Two 鶹ƵUniversity physicists are among the recipients of a $2.1 million National Science Foundation award to analyze the potential for developing third-generation global gravitational-wave detectors. These detectors would expand scientists’ capacity to monitor cosmic activity to the outer edges of the universe.

Head shot

Stefan Ballmer

Stefan Ballmer, associate professor of physics at the College of Arts and Sciences, and Duncan Brown, the Charles Brightman Endowed Professor of Physics in the College of Arts and Sciences, are principal and co-principal investigators, respectively, for 鶹ƵUniversity’s $240,006  portion of the collaborative project, titled “Collaborative Research: The Next Generation of Gravitational Wave Detectors.”

In addition to Syracuse, the project’s core research team will include members from Massachusetts Institute of Technology, Pennsylvania State University, California State University Fullerton and California Institute of Technology, each of which received a portion of the $2.1 million funding award. The project will drive U.S. participation in an already-underway international effort to develop a third-generation gravitational-wave network and support the U.S. role in planning the future of gravitational-wave astronomy.

“Every year in the universe, hundreds of thousands of black holes collide,” says Ballmer. “That’s one collision every five minutes. Three years ago we observed our very first black-hole collision. This award will help us design a detector that will observe all of the collisions happening in the universe.

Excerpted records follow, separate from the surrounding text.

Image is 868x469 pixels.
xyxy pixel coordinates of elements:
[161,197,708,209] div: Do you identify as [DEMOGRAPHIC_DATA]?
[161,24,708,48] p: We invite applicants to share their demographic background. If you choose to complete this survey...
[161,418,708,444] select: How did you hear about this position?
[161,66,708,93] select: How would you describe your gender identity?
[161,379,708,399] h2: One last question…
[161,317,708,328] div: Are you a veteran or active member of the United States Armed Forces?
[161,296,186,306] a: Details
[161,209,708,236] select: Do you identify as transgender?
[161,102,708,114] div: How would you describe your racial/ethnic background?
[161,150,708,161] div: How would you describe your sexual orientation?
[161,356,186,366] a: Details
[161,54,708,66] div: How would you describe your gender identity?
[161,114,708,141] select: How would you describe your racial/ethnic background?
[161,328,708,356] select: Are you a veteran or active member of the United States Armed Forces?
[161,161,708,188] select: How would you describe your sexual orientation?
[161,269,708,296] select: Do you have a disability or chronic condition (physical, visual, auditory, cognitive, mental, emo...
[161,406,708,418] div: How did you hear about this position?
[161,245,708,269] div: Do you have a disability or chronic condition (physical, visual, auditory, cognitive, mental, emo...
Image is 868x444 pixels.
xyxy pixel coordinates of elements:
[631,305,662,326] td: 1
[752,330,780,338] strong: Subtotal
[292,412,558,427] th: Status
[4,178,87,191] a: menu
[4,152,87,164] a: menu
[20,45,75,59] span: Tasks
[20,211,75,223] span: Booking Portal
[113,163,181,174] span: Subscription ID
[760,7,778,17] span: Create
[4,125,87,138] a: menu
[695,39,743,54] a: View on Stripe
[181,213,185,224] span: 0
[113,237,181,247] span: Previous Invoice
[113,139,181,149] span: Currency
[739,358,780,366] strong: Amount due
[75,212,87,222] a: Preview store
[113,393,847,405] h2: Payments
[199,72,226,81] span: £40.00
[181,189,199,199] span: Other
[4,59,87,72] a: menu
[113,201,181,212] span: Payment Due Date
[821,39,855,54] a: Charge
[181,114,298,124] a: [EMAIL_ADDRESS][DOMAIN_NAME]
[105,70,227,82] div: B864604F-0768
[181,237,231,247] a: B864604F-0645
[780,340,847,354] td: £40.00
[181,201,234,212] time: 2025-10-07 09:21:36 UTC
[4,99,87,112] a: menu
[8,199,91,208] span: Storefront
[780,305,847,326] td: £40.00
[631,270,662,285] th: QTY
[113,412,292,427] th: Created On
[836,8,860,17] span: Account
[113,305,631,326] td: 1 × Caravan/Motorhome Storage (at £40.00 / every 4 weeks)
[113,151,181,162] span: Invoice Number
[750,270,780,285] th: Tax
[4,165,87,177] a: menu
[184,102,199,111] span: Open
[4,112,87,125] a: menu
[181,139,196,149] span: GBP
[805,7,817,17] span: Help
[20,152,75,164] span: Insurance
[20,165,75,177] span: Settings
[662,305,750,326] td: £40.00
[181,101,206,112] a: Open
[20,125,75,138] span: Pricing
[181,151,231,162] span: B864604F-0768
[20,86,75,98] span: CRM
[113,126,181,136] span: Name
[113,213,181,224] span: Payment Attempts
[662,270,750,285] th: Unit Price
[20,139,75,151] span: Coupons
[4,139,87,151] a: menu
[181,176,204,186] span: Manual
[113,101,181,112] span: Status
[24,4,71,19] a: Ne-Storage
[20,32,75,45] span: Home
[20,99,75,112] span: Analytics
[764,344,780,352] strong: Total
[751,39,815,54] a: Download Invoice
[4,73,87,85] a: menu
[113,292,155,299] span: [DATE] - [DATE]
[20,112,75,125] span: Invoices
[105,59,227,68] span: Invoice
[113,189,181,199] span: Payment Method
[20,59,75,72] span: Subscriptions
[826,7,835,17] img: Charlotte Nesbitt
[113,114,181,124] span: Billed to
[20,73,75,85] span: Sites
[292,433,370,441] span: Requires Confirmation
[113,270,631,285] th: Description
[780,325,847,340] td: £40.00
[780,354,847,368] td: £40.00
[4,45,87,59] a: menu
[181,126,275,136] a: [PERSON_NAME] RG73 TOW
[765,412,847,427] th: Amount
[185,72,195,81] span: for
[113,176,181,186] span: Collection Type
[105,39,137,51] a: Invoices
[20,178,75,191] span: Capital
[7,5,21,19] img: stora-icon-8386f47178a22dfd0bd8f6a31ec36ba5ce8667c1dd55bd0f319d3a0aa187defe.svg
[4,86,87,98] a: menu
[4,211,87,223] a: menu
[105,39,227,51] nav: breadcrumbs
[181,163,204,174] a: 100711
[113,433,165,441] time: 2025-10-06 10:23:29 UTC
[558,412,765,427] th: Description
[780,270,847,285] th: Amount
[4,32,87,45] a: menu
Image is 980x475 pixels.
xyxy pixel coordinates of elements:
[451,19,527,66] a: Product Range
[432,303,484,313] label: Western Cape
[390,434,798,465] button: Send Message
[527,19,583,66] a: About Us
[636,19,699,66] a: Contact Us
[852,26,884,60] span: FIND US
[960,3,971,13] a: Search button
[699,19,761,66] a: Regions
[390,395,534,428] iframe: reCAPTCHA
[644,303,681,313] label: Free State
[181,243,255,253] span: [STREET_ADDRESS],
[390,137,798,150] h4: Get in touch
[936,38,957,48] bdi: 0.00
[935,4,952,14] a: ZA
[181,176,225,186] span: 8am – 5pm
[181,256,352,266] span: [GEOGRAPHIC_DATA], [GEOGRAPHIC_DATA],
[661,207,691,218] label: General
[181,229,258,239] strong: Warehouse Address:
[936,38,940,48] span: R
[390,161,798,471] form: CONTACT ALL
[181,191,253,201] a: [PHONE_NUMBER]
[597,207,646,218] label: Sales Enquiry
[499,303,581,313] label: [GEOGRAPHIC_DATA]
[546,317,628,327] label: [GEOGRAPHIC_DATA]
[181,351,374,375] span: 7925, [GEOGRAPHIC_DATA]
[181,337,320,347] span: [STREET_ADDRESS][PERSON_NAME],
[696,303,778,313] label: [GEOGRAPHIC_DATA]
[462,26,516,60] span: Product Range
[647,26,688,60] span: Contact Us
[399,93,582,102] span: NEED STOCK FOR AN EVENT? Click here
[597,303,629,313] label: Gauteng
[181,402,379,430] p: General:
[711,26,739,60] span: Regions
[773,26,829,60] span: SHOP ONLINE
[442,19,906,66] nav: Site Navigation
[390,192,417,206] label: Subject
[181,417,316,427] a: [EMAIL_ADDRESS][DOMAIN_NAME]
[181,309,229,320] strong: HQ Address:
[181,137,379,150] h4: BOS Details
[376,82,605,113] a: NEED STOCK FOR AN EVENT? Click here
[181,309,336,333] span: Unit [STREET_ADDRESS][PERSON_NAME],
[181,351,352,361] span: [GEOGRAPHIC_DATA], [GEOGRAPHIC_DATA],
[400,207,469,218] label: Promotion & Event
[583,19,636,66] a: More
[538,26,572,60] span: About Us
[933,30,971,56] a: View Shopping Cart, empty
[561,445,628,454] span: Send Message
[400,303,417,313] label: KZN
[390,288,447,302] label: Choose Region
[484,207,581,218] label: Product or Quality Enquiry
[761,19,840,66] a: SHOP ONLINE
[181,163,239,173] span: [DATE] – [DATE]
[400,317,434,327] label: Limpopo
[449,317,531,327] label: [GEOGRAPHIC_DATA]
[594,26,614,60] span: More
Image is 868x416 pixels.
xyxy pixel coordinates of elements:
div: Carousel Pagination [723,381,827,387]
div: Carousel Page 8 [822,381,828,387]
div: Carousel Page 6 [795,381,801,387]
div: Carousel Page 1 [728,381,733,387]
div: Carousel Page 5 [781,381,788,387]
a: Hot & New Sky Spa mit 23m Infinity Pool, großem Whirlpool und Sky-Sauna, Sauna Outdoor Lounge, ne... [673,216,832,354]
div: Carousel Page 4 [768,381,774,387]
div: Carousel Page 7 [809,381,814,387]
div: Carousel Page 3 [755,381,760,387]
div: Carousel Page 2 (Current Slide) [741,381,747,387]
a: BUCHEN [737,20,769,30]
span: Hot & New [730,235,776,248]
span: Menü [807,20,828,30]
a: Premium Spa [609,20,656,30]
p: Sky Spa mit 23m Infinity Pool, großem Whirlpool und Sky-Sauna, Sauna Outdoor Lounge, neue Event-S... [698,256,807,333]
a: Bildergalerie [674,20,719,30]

This is the first step toward building observatories that can map the dark side of the universe and understand the structure that we see today.”

Head shot

Duncan Brown

Both Ballmer and Brown are part of the Gravitational Wave Group in the Department of Physics, based in the College of Arts and Sciences. They were part of the international team of scientists who made worldwide headlines in 2015 with the first observation of gravitational waves—a discovery that confirmed a major piece of Albert Einstein’s theory of general relativity—and again in 2017 with the observation of gravitational waves emanating from the collision of two massive neutron stars in deep space. The new research project will build on the promise of those two breakthroughs, which opened wide the field of gravitational-wave science and expanded scientists’ capacity to find in deep space answers to some longstanding questions about the workings of the universe.

Both discoveries were made by the second-generation Laser Interferometer Gravitational Observatory (LIGO) with detectors that survey only a small fraction of the universe. The enhanced sensitivity of third-generation detectors will allow scientists to survey the entire universe, providing answers to questions of broad interest in astrophysics, cosmology, fundamental physics and nuclear physics.

“The scientific potential of next-generation gravitational-wave detectors is astonishing,” says Brown. “The neutron star collision we saw just over one year ago led to a huge leap in our understanding of evolution of stars and the formation of heavy metals like gold. With these new detectors, we expect to see events like this every day—and surprises that we haven’t thought of yet.”

Students and postdoctoral candidates from 鶹Ƶand the other partnering universities will take part in the research work as well.

The project is funded for three years, at the end of which the research team will deliver to the National Science Foundation an analysis of the scientific potential of third-generation detector networks and the prospects for detectors and facilities required to build such a network. The analysis will be a key resource for the global community and funding agencies when designing and building third-generation observatories.